I should note that I’m looking at linux games compiled for x86, not windows games (that adds another level of emulation that definitely wouldn’t be feasible!). DRM-free versions of games like Shovel Knight can be loaded onto a linux distro without Steam, so those would be the main things I’m looking at.

Well Prince of Persia (1989-1990), Dangerous Dave (1988) and Supaplex (1991) are all games from the 386/486 era, so that the type that should works reasonably well.

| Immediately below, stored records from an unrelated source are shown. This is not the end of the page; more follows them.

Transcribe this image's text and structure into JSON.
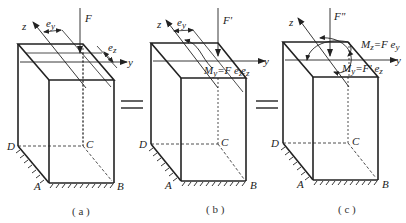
{
  "figure": {
    "panels": [
      {
        "id": "a",
        "caption": "( a )",
        "force_label": "F",
        "axis_z": "z",
        "axis_y": "y",
        "ecc_y": "e",
        "ecc_y_sub": "y",
        "ecc_z": "e",
        "ecc_z_sub": "z",
        "corner_A": "A",
        "corner_B": "B",
        "corner_C": "C",
        "corner_D": "D"
      },
      {
        "id": "b",
        "caption": "( b )",
        "force_label": "F'",
        "axis_z": "z",
        "axis_y": "y",
        "ecc_y": "e",
        "ecc_y_sub": "y",
        "ecc_z": "e",
        "ecc_z_sub": "z",
        "moment_label": "M",
        "moment_sub": "y",
        "moment_eq": "=F e",
        "moment_eq_sub": "z",
        "corner_A": "A",
        "corner_B": "B",
        "corner_C": "C",
        "corner_D": "D"
      },
      {
        "id": "c",
        "caption": "( c )",
        "force_label": "F\"",
        "axis_z": "z",
        "axis_y": "y",
        "ecc_z": "e",
        "ecc_z_sub": "z",
        "moment_z_label": "M",
        "moment_z_sub": "z",
        "moment_z_eq": "=F e",
        "moment_z_eq_sub": "y",
        "moment_y_label": "M",
        "moment_y_sub": "y",
        "moment_y_eq": "=F' e",
        "moment_y_eq_sub": "z",
        "corner_A": "A",
        "corner_B": "B",
        "corner_C": "C",
        "corner_D": "D"
      }
    ],
    "equals_symbols": [
      "=",
      "="
    ]
  }
}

I would not expect Quake 1 which need a beefy 486 (DX2/6) at absolute minimum and a Pentium to be comfortable to run well in DOSBox on an ARM platform.

And ok for Exagear.

For Linux based games that are not opensource and are build for x86, you can have a look at qemu-user ( https://wiki.debian.org/QemuUserEmulation ) but same don’t expect super high performance, using it to run ARM binary on x86 cpu have a visible performance impact (but most of the case was, back in the day, better than running on the real hardware, can be useful for cross compilation)
The advantage compare to normal qemu is that it does not emulate the full system, and just run the binary in an emulated CPU, and translate all syscall into the native one, so the emulation is less heavy than if it was emulating the whole system including the OS.

That is a similar method that Apple was using with Rosetta to run PowerPC binary on Intel Macintosh.

Edit: after looking deeper, it seems that exagear is just a layer on top of qemu, don’t know if it is really worth the expense.